In America's twenty-five-year war against drugs, only one national policy achieved some success. That was the Nixon Administration's program for treating heroin addicts, which was dismantled by the Reagan Administration. In The Fix, Michael Massing exposes the political and ideological narrow-mindedness that have made national drug policy a failure, and demonstrates convincingly why we should reinstate the policy that worked.
Drawing on scores of interviews with federal officials charged with directing the drug war and on years of on-the-street reporting, Massing offers a fresh new way of looking at the drug problem. The heart of that problem lies not with recreational users of marijuana, as many politicians and journalists maintain, but with hard-core users of heroin, crack, and cocaine. Numbering about three million, these addicts are concentrated in the nation's inner cities and account for most of the demand for drugs and most of the crime associated with their use.
Given the number of addicts and the tenacity of their habit, putting them in jail is not an affordable or effective longterm solution. And, given the tendency of addicts to engage in destructive behavior, legalization would simply encourage more of it. A far more effective policy, Massing argues, would be to recognize that drug use is a public health problem, and to use the government's resources to create a national network of clinics offering addicts treatment on demand.
Massing shows that drug treatment works by describing the success that street workers have had in reaching out to addicts in Spanish Harlem and placing them in the few treatment programs now available. Further evidence that treatment can reduce the demand for drugs comes from the Nixon years. Confronted with a raging heroin epidemic in the early 1970s, President Nixon responded by allocating hundreds of millions of dollars to set up a nationwide network of methadone clinics and other drugtreatment facilities. The program was a striking success, and, if revived today, it could go a long way toward reducing the rate of drug-related crime in the United States.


Exercise objective –
Every line below between the one holding "Identify the location of span: Ver" and the one holding "This screenshot has height=408, width=796.", inclusive, should be copied exactly, and no other line.

Excerpted records Start Marker

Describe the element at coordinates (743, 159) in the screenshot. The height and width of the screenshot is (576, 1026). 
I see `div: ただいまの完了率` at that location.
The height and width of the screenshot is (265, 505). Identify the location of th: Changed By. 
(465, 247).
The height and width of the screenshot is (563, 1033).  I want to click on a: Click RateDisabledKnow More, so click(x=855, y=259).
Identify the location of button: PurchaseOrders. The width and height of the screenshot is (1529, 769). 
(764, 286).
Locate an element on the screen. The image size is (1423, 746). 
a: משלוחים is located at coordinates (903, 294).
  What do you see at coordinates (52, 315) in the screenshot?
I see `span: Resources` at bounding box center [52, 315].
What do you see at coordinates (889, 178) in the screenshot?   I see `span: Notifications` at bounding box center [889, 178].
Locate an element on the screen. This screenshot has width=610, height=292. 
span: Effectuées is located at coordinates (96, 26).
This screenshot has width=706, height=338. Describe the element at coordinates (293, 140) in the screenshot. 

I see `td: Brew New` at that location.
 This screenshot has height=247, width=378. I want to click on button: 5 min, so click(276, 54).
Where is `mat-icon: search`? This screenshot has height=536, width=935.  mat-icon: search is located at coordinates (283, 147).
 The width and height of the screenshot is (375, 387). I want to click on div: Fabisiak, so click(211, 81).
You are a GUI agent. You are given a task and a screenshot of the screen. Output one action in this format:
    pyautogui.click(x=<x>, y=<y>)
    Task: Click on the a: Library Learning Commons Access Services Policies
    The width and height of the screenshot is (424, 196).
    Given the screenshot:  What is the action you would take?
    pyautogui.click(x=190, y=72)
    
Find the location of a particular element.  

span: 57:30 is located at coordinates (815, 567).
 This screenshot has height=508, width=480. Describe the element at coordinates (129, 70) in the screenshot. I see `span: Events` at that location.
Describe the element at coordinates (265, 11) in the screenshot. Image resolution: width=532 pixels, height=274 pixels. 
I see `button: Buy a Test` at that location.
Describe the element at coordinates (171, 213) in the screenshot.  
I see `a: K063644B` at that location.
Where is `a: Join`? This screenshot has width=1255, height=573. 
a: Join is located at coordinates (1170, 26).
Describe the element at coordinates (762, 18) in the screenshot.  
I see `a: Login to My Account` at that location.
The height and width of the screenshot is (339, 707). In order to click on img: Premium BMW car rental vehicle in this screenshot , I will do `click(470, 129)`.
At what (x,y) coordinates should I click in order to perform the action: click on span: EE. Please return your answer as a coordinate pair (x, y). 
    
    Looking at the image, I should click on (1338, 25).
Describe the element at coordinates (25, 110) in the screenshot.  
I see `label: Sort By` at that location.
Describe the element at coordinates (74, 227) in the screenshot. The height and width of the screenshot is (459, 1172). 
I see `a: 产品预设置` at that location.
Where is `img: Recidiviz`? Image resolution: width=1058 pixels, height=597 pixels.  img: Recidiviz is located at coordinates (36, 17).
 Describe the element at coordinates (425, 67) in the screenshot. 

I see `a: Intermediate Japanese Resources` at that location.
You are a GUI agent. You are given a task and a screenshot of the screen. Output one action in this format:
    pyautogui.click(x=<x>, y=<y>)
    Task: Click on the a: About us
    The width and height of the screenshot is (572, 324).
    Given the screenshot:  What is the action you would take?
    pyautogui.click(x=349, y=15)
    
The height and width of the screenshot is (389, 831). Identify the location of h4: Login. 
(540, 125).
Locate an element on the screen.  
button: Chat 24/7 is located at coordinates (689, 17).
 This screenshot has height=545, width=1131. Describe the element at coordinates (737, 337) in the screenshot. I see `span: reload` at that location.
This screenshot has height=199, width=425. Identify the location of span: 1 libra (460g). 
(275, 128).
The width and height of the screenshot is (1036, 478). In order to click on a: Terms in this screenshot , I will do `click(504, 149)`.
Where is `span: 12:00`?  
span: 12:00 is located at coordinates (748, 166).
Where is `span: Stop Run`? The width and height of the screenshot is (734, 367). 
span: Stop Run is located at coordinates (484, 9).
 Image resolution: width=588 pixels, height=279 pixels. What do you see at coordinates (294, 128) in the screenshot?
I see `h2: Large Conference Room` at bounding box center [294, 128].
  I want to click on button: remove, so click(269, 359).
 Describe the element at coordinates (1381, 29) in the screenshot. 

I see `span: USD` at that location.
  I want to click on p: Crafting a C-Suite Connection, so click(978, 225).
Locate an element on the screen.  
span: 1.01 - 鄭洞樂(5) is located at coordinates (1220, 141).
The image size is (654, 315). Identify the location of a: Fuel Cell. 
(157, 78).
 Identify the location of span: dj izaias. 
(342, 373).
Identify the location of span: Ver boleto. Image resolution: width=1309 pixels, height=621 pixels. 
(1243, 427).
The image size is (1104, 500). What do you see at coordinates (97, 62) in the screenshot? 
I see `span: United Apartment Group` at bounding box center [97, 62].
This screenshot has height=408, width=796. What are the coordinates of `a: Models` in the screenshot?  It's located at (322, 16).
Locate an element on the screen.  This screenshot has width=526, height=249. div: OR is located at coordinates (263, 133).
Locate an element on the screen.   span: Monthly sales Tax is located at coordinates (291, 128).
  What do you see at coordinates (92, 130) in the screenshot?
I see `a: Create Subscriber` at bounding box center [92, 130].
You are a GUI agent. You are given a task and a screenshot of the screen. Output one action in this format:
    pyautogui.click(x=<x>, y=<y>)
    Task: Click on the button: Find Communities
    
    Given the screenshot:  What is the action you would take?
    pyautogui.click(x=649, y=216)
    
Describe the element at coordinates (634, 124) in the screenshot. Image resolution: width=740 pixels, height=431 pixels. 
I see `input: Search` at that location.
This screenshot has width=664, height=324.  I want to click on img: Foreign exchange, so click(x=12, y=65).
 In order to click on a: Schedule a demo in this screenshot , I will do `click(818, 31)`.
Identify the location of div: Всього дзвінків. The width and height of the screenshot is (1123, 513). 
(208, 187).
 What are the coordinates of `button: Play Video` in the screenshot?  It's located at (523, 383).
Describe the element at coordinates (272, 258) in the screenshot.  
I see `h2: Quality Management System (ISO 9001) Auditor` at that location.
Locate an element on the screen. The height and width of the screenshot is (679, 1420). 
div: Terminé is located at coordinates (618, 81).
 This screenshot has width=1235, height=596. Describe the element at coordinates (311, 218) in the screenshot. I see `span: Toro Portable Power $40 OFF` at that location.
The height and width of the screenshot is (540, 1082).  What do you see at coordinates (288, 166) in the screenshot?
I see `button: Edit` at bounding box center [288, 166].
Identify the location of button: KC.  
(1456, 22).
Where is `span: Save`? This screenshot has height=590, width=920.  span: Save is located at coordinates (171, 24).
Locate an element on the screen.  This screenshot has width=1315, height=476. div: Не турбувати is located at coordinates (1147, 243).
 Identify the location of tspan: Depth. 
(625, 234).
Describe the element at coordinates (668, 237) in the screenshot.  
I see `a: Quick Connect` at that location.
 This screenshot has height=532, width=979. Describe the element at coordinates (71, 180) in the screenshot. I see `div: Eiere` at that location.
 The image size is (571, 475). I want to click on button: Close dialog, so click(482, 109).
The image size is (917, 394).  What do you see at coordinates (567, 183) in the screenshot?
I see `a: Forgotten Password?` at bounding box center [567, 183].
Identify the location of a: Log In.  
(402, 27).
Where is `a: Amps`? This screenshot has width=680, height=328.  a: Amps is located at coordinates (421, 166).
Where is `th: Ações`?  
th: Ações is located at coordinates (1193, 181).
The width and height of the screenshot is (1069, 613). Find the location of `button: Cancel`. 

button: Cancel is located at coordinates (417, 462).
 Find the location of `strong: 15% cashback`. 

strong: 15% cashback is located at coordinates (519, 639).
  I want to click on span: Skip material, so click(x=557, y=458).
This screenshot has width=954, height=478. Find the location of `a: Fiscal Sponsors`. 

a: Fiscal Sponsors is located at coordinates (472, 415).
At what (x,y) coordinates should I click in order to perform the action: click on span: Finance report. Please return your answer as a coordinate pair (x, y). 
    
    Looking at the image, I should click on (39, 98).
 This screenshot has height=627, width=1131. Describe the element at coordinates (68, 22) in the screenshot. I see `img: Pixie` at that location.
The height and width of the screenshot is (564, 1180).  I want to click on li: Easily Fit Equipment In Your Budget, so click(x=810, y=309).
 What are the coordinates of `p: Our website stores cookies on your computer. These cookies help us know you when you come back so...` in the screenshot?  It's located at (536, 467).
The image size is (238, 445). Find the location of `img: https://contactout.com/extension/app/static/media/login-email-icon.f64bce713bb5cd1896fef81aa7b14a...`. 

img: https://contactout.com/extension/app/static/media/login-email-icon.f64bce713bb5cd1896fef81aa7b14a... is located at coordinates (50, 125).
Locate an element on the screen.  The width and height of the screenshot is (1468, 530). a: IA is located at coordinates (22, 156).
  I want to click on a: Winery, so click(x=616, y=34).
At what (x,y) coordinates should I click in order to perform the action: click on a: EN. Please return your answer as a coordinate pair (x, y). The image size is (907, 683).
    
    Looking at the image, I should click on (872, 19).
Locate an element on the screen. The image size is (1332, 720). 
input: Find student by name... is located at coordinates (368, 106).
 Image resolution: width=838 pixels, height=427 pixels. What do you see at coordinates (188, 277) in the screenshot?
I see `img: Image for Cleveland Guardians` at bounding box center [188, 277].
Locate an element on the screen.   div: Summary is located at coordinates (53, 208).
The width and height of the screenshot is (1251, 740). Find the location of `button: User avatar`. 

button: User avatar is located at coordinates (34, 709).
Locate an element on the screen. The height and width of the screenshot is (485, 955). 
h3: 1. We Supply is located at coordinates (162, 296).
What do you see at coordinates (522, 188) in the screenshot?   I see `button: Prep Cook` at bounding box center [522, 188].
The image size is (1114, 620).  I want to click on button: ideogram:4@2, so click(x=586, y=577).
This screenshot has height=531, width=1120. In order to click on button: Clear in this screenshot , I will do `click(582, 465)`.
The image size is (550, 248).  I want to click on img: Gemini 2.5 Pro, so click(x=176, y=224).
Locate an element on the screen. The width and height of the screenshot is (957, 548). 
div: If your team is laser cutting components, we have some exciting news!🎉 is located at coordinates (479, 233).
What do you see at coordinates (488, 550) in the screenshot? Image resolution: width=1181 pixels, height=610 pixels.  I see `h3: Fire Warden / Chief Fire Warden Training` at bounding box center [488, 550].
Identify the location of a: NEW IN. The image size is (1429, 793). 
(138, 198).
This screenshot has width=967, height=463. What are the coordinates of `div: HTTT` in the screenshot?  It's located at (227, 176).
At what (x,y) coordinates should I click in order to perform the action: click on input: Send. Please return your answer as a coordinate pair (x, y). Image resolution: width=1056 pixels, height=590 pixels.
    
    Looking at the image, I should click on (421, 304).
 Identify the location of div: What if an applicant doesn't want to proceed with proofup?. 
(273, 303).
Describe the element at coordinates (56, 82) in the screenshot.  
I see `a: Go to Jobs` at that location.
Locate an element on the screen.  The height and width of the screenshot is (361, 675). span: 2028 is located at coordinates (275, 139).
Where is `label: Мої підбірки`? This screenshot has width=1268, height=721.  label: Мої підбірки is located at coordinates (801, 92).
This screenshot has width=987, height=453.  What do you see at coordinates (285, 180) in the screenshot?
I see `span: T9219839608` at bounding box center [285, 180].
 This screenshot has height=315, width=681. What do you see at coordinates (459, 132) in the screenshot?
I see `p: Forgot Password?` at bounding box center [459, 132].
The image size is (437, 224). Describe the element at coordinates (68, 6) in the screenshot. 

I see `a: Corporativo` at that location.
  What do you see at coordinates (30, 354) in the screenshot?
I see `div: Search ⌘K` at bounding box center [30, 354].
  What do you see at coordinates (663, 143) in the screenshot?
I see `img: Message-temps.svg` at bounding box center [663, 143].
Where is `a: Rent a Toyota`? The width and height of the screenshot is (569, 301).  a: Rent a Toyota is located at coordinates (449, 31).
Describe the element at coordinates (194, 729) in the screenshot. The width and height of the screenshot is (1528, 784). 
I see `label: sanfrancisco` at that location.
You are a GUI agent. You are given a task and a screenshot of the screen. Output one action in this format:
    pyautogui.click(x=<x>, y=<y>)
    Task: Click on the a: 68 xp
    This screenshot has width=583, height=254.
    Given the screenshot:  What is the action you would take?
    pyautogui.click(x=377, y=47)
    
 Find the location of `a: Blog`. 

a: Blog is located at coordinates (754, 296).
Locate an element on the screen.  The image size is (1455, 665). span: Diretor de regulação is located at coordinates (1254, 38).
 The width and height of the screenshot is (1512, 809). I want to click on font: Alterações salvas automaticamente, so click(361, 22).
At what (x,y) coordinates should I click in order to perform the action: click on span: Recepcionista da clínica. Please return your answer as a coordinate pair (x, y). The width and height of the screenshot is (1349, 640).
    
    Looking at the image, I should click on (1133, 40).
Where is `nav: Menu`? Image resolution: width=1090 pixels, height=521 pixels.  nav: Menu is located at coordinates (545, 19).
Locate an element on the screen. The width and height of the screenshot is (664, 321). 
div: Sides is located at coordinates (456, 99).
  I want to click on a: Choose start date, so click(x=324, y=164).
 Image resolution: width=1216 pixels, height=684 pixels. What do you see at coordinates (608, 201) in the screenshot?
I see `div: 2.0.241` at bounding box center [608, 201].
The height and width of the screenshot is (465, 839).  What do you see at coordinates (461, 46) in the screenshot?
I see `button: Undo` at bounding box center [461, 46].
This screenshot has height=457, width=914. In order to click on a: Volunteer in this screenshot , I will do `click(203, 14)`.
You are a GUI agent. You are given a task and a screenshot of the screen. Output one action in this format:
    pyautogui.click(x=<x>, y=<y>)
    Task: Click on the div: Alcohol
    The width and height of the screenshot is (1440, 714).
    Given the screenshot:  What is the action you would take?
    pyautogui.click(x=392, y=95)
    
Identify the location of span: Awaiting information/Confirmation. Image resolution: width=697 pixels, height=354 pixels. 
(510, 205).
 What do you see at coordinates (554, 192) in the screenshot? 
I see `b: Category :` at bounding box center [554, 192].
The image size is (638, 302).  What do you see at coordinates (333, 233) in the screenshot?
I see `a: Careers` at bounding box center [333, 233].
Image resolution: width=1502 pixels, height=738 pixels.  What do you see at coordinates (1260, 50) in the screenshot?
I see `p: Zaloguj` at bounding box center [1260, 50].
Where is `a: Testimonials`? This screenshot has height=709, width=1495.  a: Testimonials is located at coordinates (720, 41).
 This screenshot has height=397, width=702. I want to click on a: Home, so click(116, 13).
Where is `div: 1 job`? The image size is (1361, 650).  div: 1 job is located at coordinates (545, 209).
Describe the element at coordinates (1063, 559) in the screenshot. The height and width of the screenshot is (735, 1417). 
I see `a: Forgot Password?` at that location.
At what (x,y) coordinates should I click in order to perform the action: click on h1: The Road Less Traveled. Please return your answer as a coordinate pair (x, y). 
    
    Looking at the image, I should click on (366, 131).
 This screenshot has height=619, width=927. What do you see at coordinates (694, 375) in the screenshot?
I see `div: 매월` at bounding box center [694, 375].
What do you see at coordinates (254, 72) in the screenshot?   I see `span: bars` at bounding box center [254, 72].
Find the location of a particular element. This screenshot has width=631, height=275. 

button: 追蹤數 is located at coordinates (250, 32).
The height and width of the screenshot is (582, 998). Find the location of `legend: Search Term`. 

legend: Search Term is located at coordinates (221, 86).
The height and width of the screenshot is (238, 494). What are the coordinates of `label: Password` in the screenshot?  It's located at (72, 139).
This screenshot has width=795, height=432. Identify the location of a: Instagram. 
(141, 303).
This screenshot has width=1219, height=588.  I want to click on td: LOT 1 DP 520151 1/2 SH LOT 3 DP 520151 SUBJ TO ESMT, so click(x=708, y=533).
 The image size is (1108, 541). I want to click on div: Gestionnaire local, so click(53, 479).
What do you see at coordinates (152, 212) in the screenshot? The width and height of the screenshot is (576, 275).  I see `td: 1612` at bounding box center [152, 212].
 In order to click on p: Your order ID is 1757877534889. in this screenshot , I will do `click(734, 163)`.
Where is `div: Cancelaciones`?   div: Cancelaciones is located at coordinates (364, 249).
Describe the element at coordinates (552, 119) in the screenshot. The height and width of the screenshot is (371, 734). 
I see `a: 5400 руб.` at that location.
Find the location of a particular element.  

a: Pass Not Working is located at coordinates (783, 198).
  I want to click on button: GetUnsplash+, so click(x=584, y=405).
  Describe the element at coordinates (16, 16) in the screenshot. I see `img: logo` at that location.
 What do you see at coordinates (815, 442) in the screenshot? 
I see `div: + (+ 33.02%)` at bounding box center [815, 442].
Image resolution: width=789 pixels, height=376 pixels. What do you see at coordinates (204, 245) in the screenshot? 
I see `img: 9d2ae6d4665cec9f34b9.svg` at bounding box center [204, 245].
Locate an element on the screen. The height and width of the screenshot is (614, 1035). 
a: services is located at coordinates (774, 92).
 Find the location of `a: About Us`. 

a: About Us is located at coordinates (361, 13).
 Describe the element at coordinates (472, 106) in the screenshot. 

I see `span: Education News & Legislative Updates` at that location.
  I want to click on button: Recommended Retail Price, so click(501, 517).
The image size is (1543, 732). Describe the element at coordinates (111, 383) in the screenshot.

Excerpted records End Marker

Completed task –
Identify the location of span: Ver boleto. Image resolution: width=1309 pixels, height=621 pixels. 
(1243, 427).
The image size is (1104, 500). What do you see at coordinates (97, 62) in the screenshot? 
I see `span: United Apartment Group` at bounding box center [97, 62].
This screenshot has height=408, width=796. What are the coordinates of `a: Models` in the screenshot?  It's located at (322, 16).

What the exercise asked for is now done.